Comments at Steve Sailer:

* I wonder if any of my fellow Unzions harbor nasty and unacceptable stereotypes about particular groups of people?

Well, if you do, chances are those stereotypes are accurate.

But, please, don’t take my word for it.

Stereotype accuracy is one of the largest and most replicable effects in all social psychology.

Don’t believe me? Read all about it here and here.

The hilarious part here is that actual research on stereotypes have found that they are true much more often than they are untrue, that they are very useful tools for understanding the world when you have limited information, and that when new information is obtained people cheerfully abandon the stereotype.

* Many years ago, as a first year student at a certain New England Ivy League professional school, the more senior student appointed to be the sort-of residence hall proctor in my part of the residence hall was an gentleman of African American heritage. I therefore assumed he was likely to be below-par academically, due to affirmative action, and an above-average risk for committing criminal mischief, due to ‘that’s how things are’ in the African American community.

I was not entirely shocked, therefore, when he suddenly disappeared from the residence hall mid-year — apparently stripped of his role after being arrested for beating his girlfriend, or something like that.

I must therefore admit that I never gathered enough evidence to validate or disprove the assumption I made about his academic record. Clearly, that makes me a terrible Racist or something.

One of my few black classmates at the same institution turned out to be the marijuana supplier to virtually the entire part of the student body that was into such things, so there’s that as well.

* The problem with trying to convince people that they need to discard their stereotypes is that eventually they get slapped good and hard with reality. So instead of learning to determine which people of a certain group clearly fit the stereotype and who the outliers are, we have too many people in active denial of reality who dismiss the utility of stereotypes and when that gets shattered they end up angry, bewildered, and ashamed.

I grew up going to schools with plenty of class and racial diversity in a large city, so by the time I was an adult I had no illusions about how different groups were likely to act, particularly lower class whites and blacks.
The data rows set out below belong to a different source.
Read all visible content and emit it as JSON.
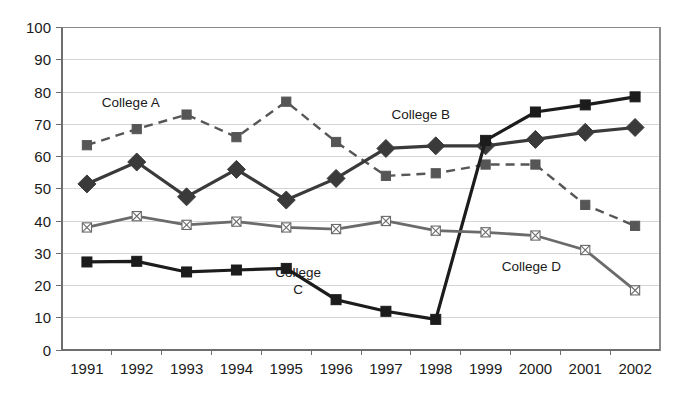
{
  "chart_data": {
    "type": "line",
    "title": "",
    "subtitle": "",
    "xlabel": "",
    "ylabel": "",
    "categories": [
      "1991",
      "1992",
      "1993",
      "1994",
      "1995",
      "1996",
      "1997",
      "1998",
      "1999",
      "2000",
      "2001",
      "2002"
    ],
    "ylim": [
      0,
      100
    ],
    "yticks": [
      "0",
      "10",
      "20",
      "30",
      "40",
      "50",
      "60",
      "70",
      "80",
      "90",
      "100"
    ],
    "grid": "horizontal",
    "legend": "inline-annotations",
    "series": [
      {
        "name": "College A",
        "marker": "square",
        "linestyle": "dashed",
        "color": "#565656",
        "values": [
          63.5,
          68.5,
          73,
          66,
          77,
          64.5,
          54,
          54.8,
          57.5,
          57.5,
          45,
          38.5
        ]
      },
      {
        "name": "College B",
        "marker": "diamond",
        "linestyle": "solid",
        "color": "#3a3a3a",
        "values": [
          51.5,
          58.3,
          47.5,
          56,
          46.5,
          53.2,
          62.5,
          63.3,
          63.3,
          65.3,
          67.5,
          69
        ]
      },
      {
        "name": "College C",
        "marker": "square",
        "linestyle": "solid",
        "color": "#1c1c1c",
        "values": [
          27.3,
          27.5,
          24.2,
          24.8,
          25.3,
          15.6,
          12,
          9.5,
          65,
          73.8,
          76,
          78.5
        ]
      },
      {
        "name": "College D",
        "marker": "x-square",
        "linestyle": "solid",
        "color": "#6b6b6b",
        "values": [
          38,
          41.5,
          38.8,
          39.8,
          38,
          37.5,
          40,
          37,
          36.5,
          35.5,
          31,
          18.5
        ]
      }
    ],
    "annotations": [
      {
        "text": "College A",
        "lines": [
          "College A"
        ],
        "x_frac": 0.115,
        "y_value": 75.5
      },
      {
        "text": "College B",
        "lines": [
          "College B"
        ],
        "x_frac": 0.6,
        "y_value": 71.5
      },
      {
        "text": "College C",
        "lines": [
          "College",
          "C"
        ],
        "x_frac": 0.395,
        "y_value": 22.5
      },
      {
        "text": "College D",
        "lines": [
          "College D"
        ],
        "x_frac": 0.785,
        "y_value": 24.5
      }
    ]
  }
}
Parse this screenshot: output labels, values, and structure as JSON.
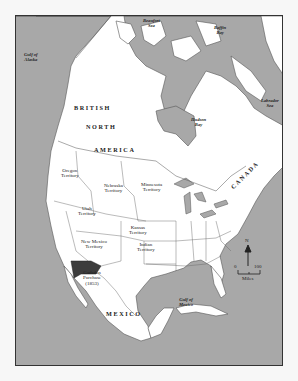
{
  "map": {
    "colors": {
      "water": "#a8a8a8",
      "land": "#ffffff",
      "gadsden": "#3c3c3c",
      "border": "#333333"
    },
    "water_labels": {
      "beaufort": "Beaufort\nSea",
      "baffin": "Baffin\nBay",
      "alaska": "Gulf of\nAlaska",
      "hudson": "Hudson\nBay",
      "labrador": "Labrador\nSea",
      "mexico_gulf": "Gulf of\nMexico"
    },
    "region_labels": {
      "british": "BRITISH",
      "north": "NORTH",
      "america": "AMERICA",
      "canada": "CANADA",
      "mexico": "MEXICO"
    },
    "territory_labels": {
      "oregon": "Oregon\nTerritory",
      "nebraska": "Nebraska\nTerritory",
      "minnesota": "Minnesota\nTerritory",
      "utah": "Utah\nTerritory",
      "kansas": "Kansas\nTerritory",
      "new_mexico": "New Mexico\nTerritory",
      "indian": "Indian\nTerritory",
      "gadsden": "Gadsden\nPurchase\n(1853)"
    },
    "compass": {
      "label": "N"
    },
    "scale": {
      "start": "0",
      "end": "100",
      "unit": "Miles"
    }
  }
}
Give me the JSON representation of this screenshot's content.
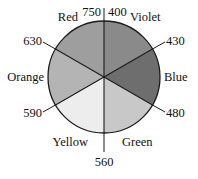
{
  "figure": {
    "background_color": "#ffffff",
    "outline_color": "#1a1a1a",
    "text_color": "#111111"
  },
  "chart_data": {
    "type": "pie",
    "title": "",
    "xlabel": "",
    "ylabel": "",
    "legend_position": "none",
    "grid": false,
    "note": "Six equal 60-degree sectors of a circle; each sector is a named color band of the visible spectrum, and the boundary radii are annotated with wavelengths in nanometers. The wheel is drawn in grayscale.",
    "center": {
      "x": 104,
      "y": 77
    },
    "radius": 56,
    "categories": [
      "Violet",
      "Blue",
      "Green",
      "Yellow",
      "Orange",
      "Red"
    ],
    "values": [
      60,
      60,
      60,
      60,
      60,
      60
    ],
    "units": "degrees",
    "slices": [
      {
        "label": "Violet",
        "value": 60,
        "start_angle_deg": 0,
        "end_angle_deg": 60,
        "fill": "#8a8a8a",
        "wavelength_range_nm": [
          400,
          430
        ]
      },
      {
        "label": "Blue",
        "value": 60,
        "start_angle_deg": 60,
        "end_angle_deg": 120,
        "fill": "#6e6e6e",
        "wavelength_range_nm": [
          430,
          480
        ]
      },
      {
        "label": "Green",
        "value": 60,
        "start_angle_deg": 120,
        "end_angle_deg": 180,
        "fill": "#c8c8c8",
        "wavelength_range_nm": [
          480,
          560
        ]
      },
      {
        "label": "Yellow",
        "value": 60,
        "start_angle_deg": 180,
        "end_angle_deg": 240,
        "fill": "#ededed",
        "wavelength_range_nm": [
          560,
          590
        ]
      },
      {
        "label": "Orange",
        "value": 60,
        "start_angle_deg": 240,
        "end_angle_deg": 300,
        "fill": "#b4b4b4",
        "wavelength_range_nm": [
          590,
          630
        ]
      },
      {
        "label": "Red",
        "value": 60,
        "start_angle_deg": 300,
        "end_angle_deg": 360,
        "fill": "#9e9e9e",
        "wavelength_range_nm": [
          630,
          750
        ]
      }
    ],
    "boundary_annotations": [
      {
        "label": "750",
        "angle_deg": 0,
        "unit": "nm",
        "position": "top-left-of-vertical"
      },
      {
        "label": "400",
        "angle_deg": 0,
        "unit": "nm",
        "position": "top-right-of-vertical"
      },
      {
        "label": "430",
        "angle_deg": 60,
        "unit": "nm",
        "position": "upper-right"
      },
      {
        "label": "480",
        "angle_deg": 120,
        "unit": "nm",
        "position": "lower-right"
      },
      {
        "label": "560",
        "angle_deg": 180,
        "unit": "nm",
        "position": "bottom"
      },
      {
        "label": "590",
        "angle_deg": 240,
        "unit": "nm",
        "position": "lower-left"
      },
      {
        "label": "630",
        "angle_deg": 300,
        "unit": "nm",
        "position": "upper-left"
      }
    ]
  },
  "labels": {
    "colors": {
      "violet": "Violet",
      "blue": "Blue",
      "green": "Green",
      "yellow": "Yellow",
      "orange": "Orange",
      "red": "Red"
    },
    "wavelengths": {
      "w750": "750",
      "w400": "400",
      "w430": "430",
      "w480": "480",
      "w560": "560",
      "w590": "590",
      "w630": "630"
    }
  }
}
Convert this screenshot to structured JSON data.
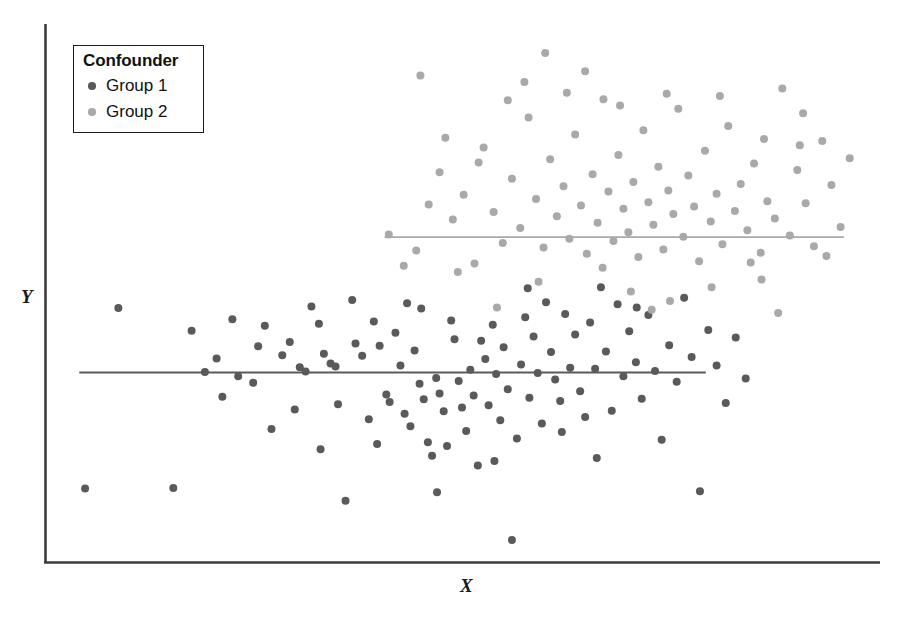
{
  "chart_data": {
    "type": "scatter",
    "title": "",
    "xlabel": "X",
    "ylabel": "Y",
    "grid": false,
    "axis_ticks": false,
    "axis_spines": [
      "left",
      "bottom"
    ],
    "legend": {
      "title": "Confounder",
      "position": "top-left",
      "frame": true,
      "entries": [
        {
          "label": "Group 1",
          "color": "#5a5a5a"
        },
        {
          "label": "Group 2",
          "color": "#a9a9a9"
        }
      ]
    },
    "xlim": [
      0,
      100
    ],
    "ylim": [
      0,
      100
    ],
    "annotation": "Two confounder groups; within each group the regression slope of Y on X is flat, while the pooled data appear positively associated.",
    "series": [
      {
        "name": "Group 1",
        "color": "#5a5a5a",
        "marker": "circle",
        "marker_size": 7,
        "fit_line": {
          "color": "#5a5a5a",
          "x_start": 4.0,
          "x_end": 79.3,
          "y_start": 35.1,
          "y_end": 35.1,
          "slope": 0.0
        },
        "points": [
          [
            4.7,
            13.5
          ],
          [
            15.3,
            13.6
          ],
          [
            8.7,
            47.1
          ],
          [
            17.5,
            42.9
          ],
          [
            20.5,
            37.7
          ],
          [
            22.4,
            45.0
          ],
          [
            23.1,
            34.4
          ],
          [
            24.9,
            33.2
          ],
          [
            26.3,
            43.8
          ],
          [
            27.1,
            24.6
          ],
          [
            28.4,
            38.3
          ],
          [
            29.3,
            40.8
          ],
          [
            30.5,
            36.1
          ],
          [
            31.2,
            35.3
          ],
          [
            31.9,
            47.4
          ],
          [
            32.8,
            44.2
          ],
          [
            33.4,
            38.6
          ],
          [
            34.2,
            36.8
          ],
          [
            34.8,
            36.2
          ],
          [
            35.1,
            29.2
          ],
          [
            36.0,
            11.2
          ],
          [
            37.2,
            40.5
          ],
          [
            38.0,
            38.2
          ],
          [
            38.8,
            26.4
          ],
          [
            39.4,
            44.6
          ],
          [
            40.1,
            40.1
          ],
          [
            40.9,
            31.0
          ],
          [
            41.3,
            29.6
          ],
          [
            42.0,
            42.5
          ],
          [
            42.6,
            36.4
          ],
          [
            43.1,
            27.4
          ],
          [
            43.8,
            25.1
          ],
          [
            44.3,
            39.2
          ],
          [
            44.9,
            33.0
          ],
          [
            45.4,
            30.1
          ],
          [
            45.9,
            22.1
          ],
          [
            46.4,
            19.6
          ],
          [
            46.9,
            34.1
          ],
          [
            47.3,
            31.2
          ],
          [
            47.8,
            27.9
          ],
          [
            48.2,
            21.4
          ],
          [
            48.7,
            44.8
          ],
          [
            49.1,
            41.3
          ],
          [
            49.6,
            33.5
          ],
          [
            50.0,
            28.6
          ],
          [
            50.5,
            24.2
          ],
          [
            51.0,
            35.6
          ],
          [
            51.4,
            30.8
          ],
          [
            51.9,
            17.8
          ],
          [
            52.3,
            41.0
          ],
          [
            52.8,
            37.6
          ],
          [
            53.2,
            29.0
          ],
          [
            53.7,
            44.0
          ],
          [
            54.1,
            34.8
          ],
          [
            54.6,
            26.2
          ],
          [
            55.0,
            39.8
          ],
          [
            55.5,
            32.0
          ],
          [
            56.0,
            3.9
          ],
          [
            56.6,
            22.8
          ],
          [
            57.1,
            36.6
          ],
          [
            57.6,
            45.4
          ],
          [
            58.1,
            30.4
          ],
          [
            58.6,
            41.8
          ],
          [
            59.1,
            35.0
          ],
          [
            59.6,
            25.6
          ],
          [
            60.1,
            48.2
          ],
          [
            60.7,
            38.9
          ],
          [
            61.2,
            33.8
          ],
          [
            61.8,
            29.8
          ],
          [
            62.4,
            46.0
          ],
          [
            63.0,
            36.0
          ],
          [
            63.6,
            42.2
          ],
          [
            64.2,
            31.6
          ],
          [
            64.8,
            26.8
          ],
          [
            65.4,
            44.4
          ],
          [
            66.0,
            35.8
          ],
          [
            66.7,
            51.0
          ],
          [
            67.3,
            39.0
          ],
          [
            68.0,
            28.0
          ],
          [
            68.7,
            47.8
          ],
          [
            69.4,
            34.4
          ],
          [
            70.1,
            42.8
          ],
          [
            70.9,
            37.0
          ],
          [
            71.6,
            30.2
          ],
          [
            72.4,
            45.8
          ],
          [
            73.2,
            35.4
          ],
          [
            74.0,
            22.6
          ],
          [
            74.9,
            40.2
          ],
          [
            75.8,
            33.4
          ],
          [
            76.7,
            49.0
          ],
          [
            77.6,
            38.0
          ],
          [
            78.6,
            13.0
          ],
          [
            79.6,
            43.0
          ],
          [
            80.6,
            36.4
          ],
          [
            81.7,
            29.4
          ],
          [
            82.9,
            41.6
          ],
          [
            84.1,
            34.0
          ],
          [
            36.8,
            48.6
          ],
          [
            29.9,
            28.2
          ],
          [
            33.0,
            20.8
          ],
          [
            25.5,
            40.0
          ],
          [
            21.2,
            30.6
          ],
          [
            19.1,
            35.2
          ],
          [
            43.4,
            48.0
          ],
          [
            47.0,
            12.8
          ],
          [
            53.9,
            18.6
          ],
          [
            57.9,
            50.8
          ],
          [
            62.0,
            24.0
          ],
          [
            66.2,
            19.2
          ],
          [
            71.0,
            47.2
          ],
          [
            45.1,
            47.0
          ],
          [
            39.8,
            21.8
          ]
        ]
      },
      {
        "name": "Group 2",
        "color": "#a9a9a9",
        "marker": "circle",
        "marker_size": 7,
        "fit_line": {
          "color": "#a9a9a9",
          "x_start": 40.7,
          "x_end": 95.9,
          "y_start": 60.3,
          "y_end": 60.3,
          "slope": 0.0
        },
        "points": [
          [
            45.0,
            90.4
          ],
          [
            41.2,
            60.8
          ],
          [
            44.5,
            57.8
          ],
          [
            47.3,
            72.4
          ],
          [
            48.9,
            63.6
          ],
          [
            50.2,
            68.2
          ],
          [
            51.5,
            55.4
          ],
          [
            52.6,
            77.0
          ],
          [
            53.8,
            65.0
          ],
          [
            54.9,
            59.2
          ],
          [
            56.0,
            71.2
          ],
          [
            57.0,
            62.0
          ],
          [
            58.0,
            82.6
          ],
          [
            58.9,
            67.4
          ],
          [
            59.8,
            58.4
          ],
          [
            60.6,
            74.8
          ],
          [
            61.4,
            64.2
          ],
          [
            62.2,
            69.8
          ],
          [
            62.9,
            60.0
          ],
          [
            63.6,
            79.4
          ],
          [
            64.3,
            66.2
          ],
          [
            65.0,
            57.2
          ],
          [
            65.7,
            72.0
          ],
          [
            66.3,
            63.0
          ],
          [
            67.0,
            86.0
          ],
          [
            67.6,
            68.8
          ],
          [
            68.2,
            59.6
          ],
          [
            68.8,
            75.6
          ],
          [
            69.4,
            65.6
          ],
          [
            70.0,
            61.2
          ],
          [
            70.6,
            70.6
          ],
          [
            71.2,
            56.6
          ],
          [
            71.8,
            80.2
          ],
          [
            72.4,
            66.8
          ],
          [
            73.0,
            62.6
          ],
          [
            73.6,
            73.4
          ],
          [
            74.2,
            58.0
          ],
          [
            74.8,
            69.0
          ],
          [
            75.4,
            64.6
          ],
          [
            76.0,
            84.2
          ],
          [
            76.6,
            60.4
          ],
          [
            77.2,
            71.8
          ],
          [
            77.9,
            66.0
          ],
          [
            78.5,
            55.8
          ],
          [
            79.2,
            76.4
          ],
          [
            79.9,
            63.2
          ],
          [
            80.6,
            68.4
          ],
          [
            81.3,
            59.0
          ],
          [
            82.0,
            81.0
          ],
          [
            82.8,
            65.2
          ],
          [
            83.5,
            70.2
          ],
          [
            84.3,
            61.6
          ],
          [
            85.1,
            74.0
          ],
          [
            85.9,
            57.4
          ],
          [
            86.7,
            67.0
          ],
          [
            87.6,
            63.8
          ],
          [
            88.5,
            88.0
          ],
          [
            89.4,
            60.6
          ],
          [
            90.3,
            72.8
          ],
          [
            91.3,
            66.6
          ],
          [
            92.3,
            58.6
          ],
          [
            93.3,
            78.2
          ],
          [
            94.4,
            70.0
          ],
          [
            95.5,
            62.2
          ],
          [
            96.6,
            75.0
          ],
          [
            60.0,
            94.6
          ],
          [
            55.5,
            85.8
          ],
          [
            49.5,
            53.8
          ],
          [
            46.0,
            66.4
          ],
          [
            43.0,
            55.0
          ],
          [
            64.8,
            91.2
          ],
          [
            70.3,
            50.2
          ],
          [
            75.0,
            48.4
          ],
          [
            80.0,
            51.0
          ],
          [
            86.0,
            52.4
          ],
          [
            91.0,
            83.4
          ],
          [
            59.2,
            52.0
          ],
          [
            66.9,
            54.6
          ],
          [
            72.8,
            46.8
          ],
          [
            88.0,
            46.2
          ],
          [
            54.2,
            47.2
          ],
          [
            84.7,
            55.6
          ],
          [
            93.8,
            56.8
          ],
          [
            57.5,
            89.2
          ],
          [
            62.6,
            87.2
          ],
          [
            69.0,
            84.8
          ],
          [
            74.6,
            87.0
          ],
          [
            81.0,
            86.6
          ],
          [
            48.0,
            78.8
          ],
          [
            52.0,
            74.2
          ],
          [
            86.3,
            78.6
          ],
          [
            90.6,
            77.4
          ]
        ]
      }
    ]
  }
}
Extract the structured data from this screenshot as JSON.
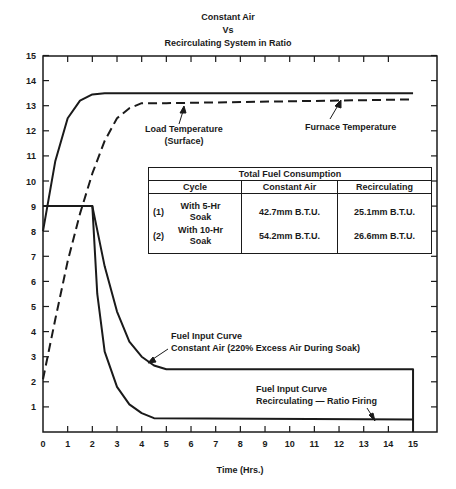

In contrast, many of my coworkers – mostly liberals who had grown up in lily-white environments who had been raised to believe ‘we’ are all the same – after several years of living in DC would dispairingly admit after a few beers that they felt like after living there they had become incredibly racist after living up close and personal with the people they had been told were just oppressed versions of themselves. To once again recover their sympathies, they basically had to move back to places where they didn’t have to interact with the people they were supposed to care so much about.